Low Holiday Temperatures Prompt Record Natural Gas Demand

When the clock ticked from 2017 into 2018, thermometers up and down the east coast hovered at record lows, well below freezing temperatures. Those celebrating outside, whether it was Times Square or one of the numerous other celebrations, returned home from the bone chilling climate to their homes – their warm homes. As Forbes writes, in order “to keep America warm, power plants are burning a record amount of natural gas,” which amounts to just about “143 billion cubic feet per day.”

The record levels of demand for natural gas during the holidays was just the latest example of the consistently growing need for access to this low-cost heating source. Over the last ten years,

“Northeast demand for natural gas has surged as plentiful supplies of shale gas from the Marcellus shale in Pennsylvania have flooded into the region displacing mothballed coal plants and the closure of nuclear plant Vermont Yankee. The region wants more gas, but supply infrastructure hasn’t kept up.”

This supply-demand conflict “shouldn’t be necessary so close to one of the world’s biggest natural gas fields” in the Marcellus Shale that Pennsylvania sits over “where drillers and frackers have grown output from just a puff a decade ago to a recent 20 billion cubic feet per day.”

Frigid temperatures are reliably consistent as the days get shorter, and as America turns their thermostats up it’s important that they have access to a low-cost and efficient source of heat for their homes. Expanding our pipeline infrastructure here in Pennsylvania will allow us to bring what we produce to more and bigger markets, along with helping hard working Americans keep more of their own money.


* [Directions for this task]: From the first line to the last, write out the records exactly, leaving the pictures behind.

* [Input material]:
BEGIN

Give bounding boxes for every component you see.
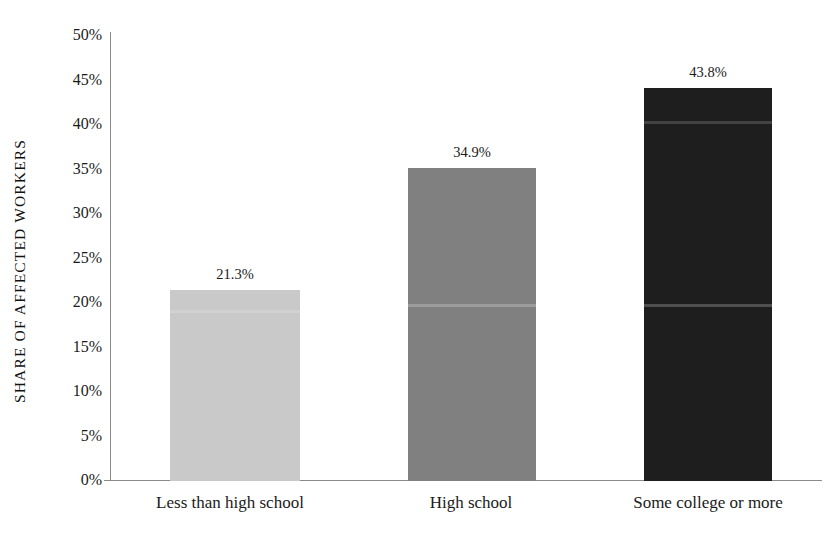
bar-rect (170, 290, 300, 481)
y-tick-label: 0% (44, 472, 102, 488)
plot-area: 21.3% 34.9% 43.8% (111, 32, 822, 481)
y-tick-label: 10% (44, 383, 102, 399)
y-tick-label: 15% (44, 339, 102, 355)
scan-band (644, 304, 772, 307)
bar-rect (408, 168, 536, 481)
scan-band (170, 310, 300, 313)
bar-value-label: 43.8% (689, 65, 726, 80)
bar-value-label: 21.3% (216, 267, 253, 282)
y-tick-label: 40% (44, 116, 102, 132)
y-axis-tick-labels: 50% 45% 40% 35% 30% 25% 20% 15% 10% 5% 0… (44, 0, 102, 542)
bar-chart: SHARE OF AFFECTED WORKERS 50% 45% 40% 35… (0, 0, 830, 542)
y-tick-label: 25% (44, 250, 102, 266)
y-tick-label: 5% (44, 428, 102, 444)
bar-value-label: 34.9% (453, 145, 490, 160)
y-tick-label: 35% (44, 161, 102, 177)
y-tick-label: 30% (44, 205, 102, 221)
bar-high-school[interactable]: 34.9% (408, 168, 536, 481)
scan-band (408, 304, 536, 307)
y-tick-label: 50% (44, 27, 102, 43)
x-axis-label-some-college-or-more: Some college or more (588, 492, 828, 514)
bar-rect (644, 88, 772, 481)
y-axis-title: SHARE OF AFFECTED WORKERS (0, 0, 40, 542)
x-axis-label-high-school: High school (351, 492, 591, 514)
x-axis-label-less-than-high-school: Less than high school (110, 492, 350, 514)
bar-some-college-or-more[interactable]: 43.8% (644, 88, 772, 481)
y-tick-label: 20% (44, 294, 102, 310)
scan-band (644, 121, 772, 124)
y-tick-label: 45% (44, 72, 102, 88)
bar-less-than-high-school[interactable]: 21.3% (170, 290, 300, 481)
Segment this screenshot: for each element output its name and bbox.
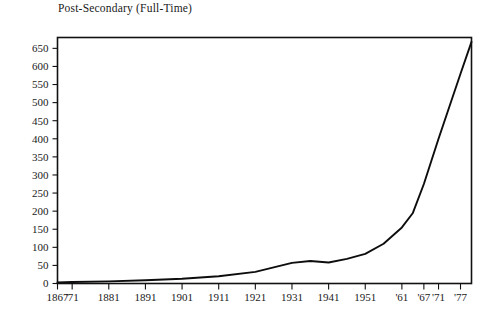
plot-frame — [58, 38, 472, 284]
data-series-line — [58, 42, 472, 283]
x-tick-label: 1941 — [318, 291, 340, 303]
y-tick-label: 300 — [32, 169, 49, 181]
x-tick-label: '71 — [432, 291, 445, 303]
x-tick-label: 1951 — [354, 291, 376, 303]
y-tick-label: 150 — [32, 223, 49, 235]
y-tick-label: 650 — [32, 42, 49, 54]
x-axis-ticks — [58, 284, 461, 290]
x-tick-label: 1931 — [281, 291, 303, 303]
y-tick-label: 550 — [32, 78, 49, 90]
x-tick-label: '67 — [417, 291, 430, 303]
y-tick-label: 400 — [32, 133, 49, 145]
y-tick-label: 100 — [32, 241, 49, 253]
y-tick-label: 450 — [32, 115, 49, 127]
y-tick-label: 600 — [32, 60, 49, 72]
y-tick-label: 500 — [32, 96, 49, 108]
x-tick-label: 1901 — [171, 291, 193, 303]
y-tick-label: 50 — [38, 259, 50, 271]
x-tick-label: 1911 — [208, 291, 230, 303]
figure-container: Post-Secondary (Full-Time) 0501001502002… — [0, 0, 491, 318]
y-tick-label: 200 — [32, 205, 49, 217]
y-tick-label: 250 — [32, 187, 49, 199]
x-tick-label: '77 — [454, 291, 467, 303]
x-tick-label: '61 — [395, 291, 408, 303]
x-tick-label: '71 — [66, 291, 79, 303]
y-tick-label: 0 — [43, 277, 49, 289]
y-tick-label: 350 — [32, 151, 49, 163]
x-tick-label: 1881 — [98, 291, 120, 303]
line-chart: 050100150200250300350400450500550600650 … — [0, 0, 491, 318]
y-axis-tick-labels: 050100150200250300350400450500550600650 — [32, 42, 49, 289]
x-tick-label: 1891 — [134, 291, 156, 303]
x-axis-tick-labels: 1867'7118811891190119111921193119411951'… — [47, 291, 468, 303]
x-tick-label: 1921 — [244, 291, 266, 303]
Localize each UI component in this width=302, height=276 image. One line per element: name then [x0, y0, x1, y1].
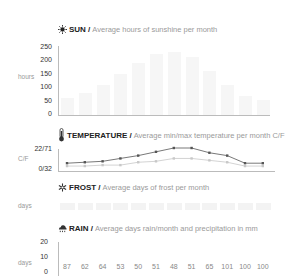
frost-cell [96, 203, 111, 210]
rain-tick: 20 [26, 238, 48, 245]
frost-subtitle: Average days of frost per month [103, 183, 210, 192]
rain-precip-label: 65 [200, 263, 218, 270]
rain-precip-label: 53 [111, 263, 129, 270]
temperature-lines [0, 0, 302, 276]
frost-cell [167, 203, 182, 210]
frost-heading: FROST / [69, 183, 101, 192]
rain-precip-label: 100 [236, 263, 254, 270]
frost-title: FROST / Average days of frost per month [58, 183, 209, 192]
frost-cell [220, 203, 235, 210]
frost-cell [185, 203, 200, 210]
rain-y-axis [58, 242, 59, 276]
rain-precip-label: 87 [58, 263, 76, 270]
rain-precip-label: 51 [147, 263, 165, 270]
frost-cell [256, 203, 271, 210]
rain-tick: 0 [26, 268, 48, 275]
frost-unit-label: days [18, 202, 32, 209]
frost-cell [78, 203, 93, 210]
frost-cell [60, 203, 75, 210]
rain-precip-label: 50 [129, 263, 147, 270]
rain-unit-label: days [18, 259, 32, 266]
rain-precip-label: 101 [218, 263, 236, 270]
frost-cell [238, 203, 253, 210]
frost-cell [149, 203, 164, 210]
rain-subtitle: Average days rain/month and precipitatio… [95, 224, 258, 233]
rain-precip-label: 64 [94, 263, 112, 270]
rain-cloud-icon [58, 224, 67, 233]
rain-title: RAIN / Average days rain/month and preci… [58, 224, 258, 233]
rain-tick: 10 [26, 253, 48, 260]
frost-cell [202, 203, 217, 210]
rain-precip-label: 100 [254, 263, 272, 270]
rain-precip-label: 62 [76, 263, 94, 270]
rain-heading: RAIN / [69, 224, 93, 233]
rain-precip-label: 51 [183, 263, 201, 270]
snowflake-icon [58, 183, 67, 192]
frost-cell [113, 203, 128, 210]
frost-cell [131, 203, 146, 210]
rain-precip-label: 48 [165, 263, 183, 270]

END

* [Solved exercise]:
Give bounding boxes for every component you see.
bar-rect (170, 290, 300, 481)
y-tick-label: 0% (44, 472, 102, 488)
plot-area: 21.3% 34.9% 43.8% (111, 32, 822, 481)
y-tick-label: 10% (44, 383, 102, 399)
y-tick-label: 15% (44, 339, 102, 355)
scan-band (644, 304, 772, 307)
bar-rect (408, 168, 536, 481)
scan-band (170, 310, 300, 313)
bar-value-label: 43.8% (689, 65, 726, 80)
bar-value-label: 21.3% (216, 267, 253, 282)
y-tick-label: 40% (44, 116, 102, 132)
y-axis-tick-labels: 50% 45% 40% 35% 30% 25% 20% 15% 10% 5% 0… (44, 0, 102, 542)
bar-chart: SHARE OF AFFECTED WORKERS 50% 45% 40% 35… (0, 0, 830, 542)
y-tick-label: 25% (44, 250, 102, 266)
y-tick-label: 5% (44, 428, 102, 444)
bar-value-label: 34.9% (453, 145, 490, 160)
y-tick-label: 35% (44, 161, 102, 177)
y-tick-label: 30% (44, 205, 102, 221)
bar-high-school[interactable]: 34.9% (408, 168, 536, 481)
scan-band (408, 304, 536, 307)
y-tick-label: 50% (44, 27, 102, 43)
x-axis-label-some-college-or-more: Some college or more (588, 492, 828, 514)
bar-rect (644, 88, 772, 481)
y-axis-title: SHARE OF AFFECTED WORKERS (0, 0, 40, 542)
x-axis-label-high-school: High school (351, 492, 591, 514)
x-axis-label-less-than-high-school: Less than high school (110, 492, 350, 514)
bar-some-college-or-more[interactable]: 43.8% (644, 88, 772, 481)
y-tick-label: 20% (44, 294, 102, 310)
scan-band (644, 121, 772, 124)
y-tick-label: 45% (44, 72, 102, 88)
bar-less-than-high-school[interactable]: 21.3% (170, 290, 300, 481)
Segment this screenshot: for each element output its name and bbox.
plot-frame — [58, 38, 472, 284]
data-series-line — [58, 42, 472, 283]
x-tick-label: 1941 — [318, 291, 340, 303]
y-tick-label: 300 — [32, 169, 49, 181]
x-tick-label: '71 — [432, 291, 445, 303]
x-tick-label: 1951 — [354, 291, 376, 303]
y-tick-label: 150 — [32, 223, 49, 235]
y-tick-label: 650 — [32, 42, 49, 54]
x-axis-ticks — [58, 284, 461, 290]
x-tick-label: 1931 — [281, 291, 303, 303]
y-tick-label: 550 — [32, 78, 49, 90]
x-tick-label: '67 — [417, 291, 430, 303]
y-tick-label: 400 — [32, 133, 49, 145]
y-tick-label: 100 — [32, 241, 49, 253]
y-tick-label: 450 — [32, 115, 49, 127]
y-tick-label: 600 — [32, 60, 49, 72]
y-tick-label: 500 — [32, 96, 49, 108]
x-tick-label: 1901 — [171, 291, 193, 303]
y-tick-label: 50 — [38, 259, 50, 271]
x-tick-label: 1911 — [208, 291, 230, 303]
figure-container: Post-Secondary (Full-Time) 0501001502002… — [0, 0, 491, 318]
y-tick-label: 200 — [32, 205, 49, 217]
y-tick-label: 250 — [32, 187, 49, 199]
x-tick-label: '77 — [454, 291, 467, 303]
x-tick-label: '61 — [395, 291, 408, 303]
x-tick-label: '71 — [66, 291, 79, 303]
y-tick-label: 0 — [43, 277, 49, 289]
y-tick-label: 350 — [32, 151, 49, 163]
x-tick-label: 1881 — [98, 291, 120, 303]
line-chart: 050100150200250300350400450500550600650 … — [0, 0, 491, 318]
y-axis-tick-labels: 050100150200250300350400450500550600650 — [32, 42, 49, 289]
x-tick-label: 1891 — [134, 291, 156, 303]
x-axis-tick-labels: 1867'7118811891190119111921193119411951'… — [47, 291, 468, 303]
x-tick-label: 1921 — [244, 291, 266, 303]
Localize each UI component in this width=302, height=276 image. One line per element: name then [x0, y0, x1, y1].
frost-cell [96, 203, 111, 210]
rain-tick: 20 [26, 238, 48, 245]
frost-subtitle: Average days of frost per month [103, 183, 210, 192]
rain-precip-label: 65 [200, 263, 218, 270]
rain-precip-label: 53 [111, 263, 129, 270]
temperature-lines [0, 0, 302, 276]
frost-cell [167, 203, 182, 210]
frost-heading: FROST / [69, 183, 101, 192]
rain-precip-label: 100 [236, 263, 254, 270]
frost-title: FROST / Average days of frost per month [58, 183, 209, 192]
frost-cell [220, 203, 235, 210]
frost-cell [185, 203, 200, 210]
rain-y-axis [58, 242, 59, 276]
rain-precip-label: 87 [58, 263, 76, 270]
rain-precip-label: 51 [147, 263, 165, 270]
frost-cell [256, 203, 271, 210]
rain-tick: 0 [26, 268, 48, 275]
frost-unit-label: days [18, 202, 32, 209]
frost-cell [78, 203, 93, 210]
frost-cell [60, 203, 75, 210]
rain-precip-label: 50 [129, 263, 147, 270]
rain-unit-label: days [18, 259, 32, 266]
rain-precip-label: 101 [218, 263, 236, 270]
frost-cell [238, 203, 253, 210]
frost-cell [149, 203, 164, 210]
rain-subtitle: Average days rain/month and precipitatio… [95, 224, 258, 233]
rain-precip-label: 64 [94, 263, 112, 270]
rain-cloud-icon [58, 224, 67, 233]
rain-title: RAIN / Average days rain/month and preci… [58, 224, 258, 233]
rain-tick: 10 [26, 253, 48, 260]
frost-cell [202, 203, 217, 210]
rain-precip-label: 100 [254, 263, 272, 270]
rain-precip-label: 62 [76, 263, 94, 270]
rain-heading: RAIN / [69, 224, 93, 233]
rain-precip-label: 51 [183, 263, 201, 270]
snowflake-icon [58, 183, 67, 192]
frost-cell [113, 203, 128, 210]
frost-cell [131, 203, 146, 210]
rain-precip-label: 48 [165, 263, 183, 270]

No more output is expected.